I think that they can go a lot further with this from, obviously, gameplay ramifications, like what they change up your strategy, but also the looks. If they keep going on this bio freak thing, I think it could be pretty sweet. But even with some cool bad guys, it all just starts to get old after a while. It's just a bunch of featureless rooms with spike traps and stuff.

The game gives players all the incentives just to make the raids hard, but not fun, and that's kind of counterintuitive considering after you finish one, the game incentivizes you to then rate it, rate the map, like with how creative it is, how artsy it is, how fun it is, but really, there's not a lot of tools in the maker to make it artistic or make it fun or intriguing, just simple and hard. We just haven't had a lot of intriguing playthroughs yet. Again, it's early, but yeah. 

Now, we'll admit, like a lot of the raids are hard, you know, the ones rated brutal are pretty nuts, but in a game like this, we also wanna see cool designs and creativity as much as challenge because that's a significant part of the fun. There are so many create-a-park levels in Tony Hawk that weren't hard, but they were just weird and cool and fun to check out and explore. And with the game at least being smooth playing in the first person shooting, like I want some levels that make me blaze through them or get creative or get a little weird. I'd rather be Titanfalling or, like, Mirror's Edge-ing my way through a level fast-paced instead of just slowly walking through it, turning a corner, getting killed by yet another spike trap and then respawning, and you know, it's fun to figure it out at first, but again, it gets old.

I think really, it needs more objectives, more speed-based objectives, just time objectives. I don't know. Really the biggest complaints just come to that, the reliance on the instant death traps for difficulty and just emphasizing map building just for killing, but we just wish there was more, 'cause the concept is absolutely brilliant. And if this was just a bit more fun to play, with more to do on both ends, both building and incentivizing and then just playing through, it could be pretty tight. The developers do have a roadmap for the next couple of months of updates, but they mostly look like new cosmetic options and equipment rather than adding anything major, like new raid types.

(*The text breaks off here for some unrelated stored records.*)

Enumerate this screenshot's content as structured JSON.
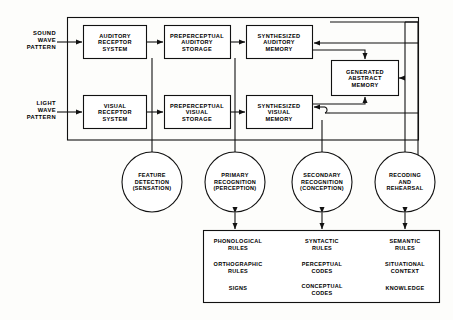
{
  "diagram": {
    "inputs": [
      {
        "name": "sound-wave-pattern",
        "label": "SOUND\nWAVE\nPATTERN"
      },
      {
        "name": "light-wave-pattern",
        "label": "LIGHT\nWAVE\nPATTERN"
      }
    ],
    "boxes": [
      {
        "name": "auditory-receptor-system",
        "label": "AUDITORY\nRECEPTOR\nSYSTEM"
      },
      {
        "name": "preperceptual-auditory-storage",
        "label": "PREPERCEPTUAL\nAUDITORY\nSTORAGE"
      },
      {
        "name": "synthesized-auditory-memory",
        "label": "SYNTHESIZED\nAUDITORY\nMEMORY"
      },
      {
        "name": "generated-abstract-memory",
        "label": "GENERATED\nABSTRACT\nMEMORY"
      },
      {
        "name": "visual-receptor-system",
        "label": "VISUAL\nRECEPTOR\nSYSTEM"
      },
      {
        "name": "preperceptual-visual-storage",
        "label": "PREPERCEPTUAL\nVISUAL\nSTORAGE"
      },
      {
        "name": "synthesized-visual-memory",
        "label": "SYNTHESIZED\nVISUAL\nMEMORY"
      }
    ],
    "processes": [
      {
        "name": "feature-detection",
        "label": "FEATURE\nDETECTION\n(SENSATION)"
      },
      {
        "name": "primary-recognition",
        "label": "PRIMARY\nRECOGNITION\n(PERCEPTION)"
      },
      {
        "name": "secondary-recognition",
        "label": "SECONDARY\nRECOGNITION\n(CONCEPTION)"
      },
      {
        "name": "recoding-and-rehearsal",
        "label": "RECODING\nAND\nREHEARSAL"
      }
    ],
    "knowledge_columns": [
      {
        "name": "phonological-column",
        "items": [
          "PHONOLOGICAL\nRULES",
          "ORTHOGRAPHIC\nRULES",
          "SIGNS"
        ]
      },
      {
        "name": "syntactic-column",
        "items": [
          "SYNTACTIC\nRULES",
          "PERCEPTUAL\nCODES",
          "CONCEPTUAL\nCODES"
        ]
      },
      {
        "name": "semantic-column",
        "items": [
          "SEMANTIC\nRULES",
          "SITUATIONAL\nCONTEXT",
          "KNOWLEDGE"
        ]
      }
    ],
    "colors": {
      "line": "#111111",
      "background": "#fdfdfb",
      "text": "#000000"
    }
  }
}
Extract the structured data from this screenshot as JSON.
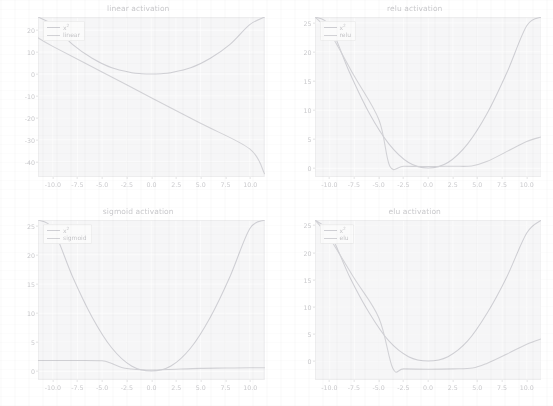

Maybe in the future, Meet Your Maker will be a better game that addresses some of our issues with it, but right now we're not so sure. Maybe it's gonna get better once the community takes to it and figures out a bit more. Like I said, this is just early first impressions, but yeah. You can try it for yourself, I guess, if you have PlayStation Plus, so it's not that big of a deal. It's out on a lot of things. I think ultimately, if you're just tired of remakes or sequels and you want to try something new, there is something new and creative here, and we're going to give them points for that.

We can't come down too hard on them, because this is a good idea. But again, this is just our first impressions. You know how this goes by now. It's a Before You Buy. We give you some pros, some cons, and some personal opinion, and now we want to hear yours down in the comments.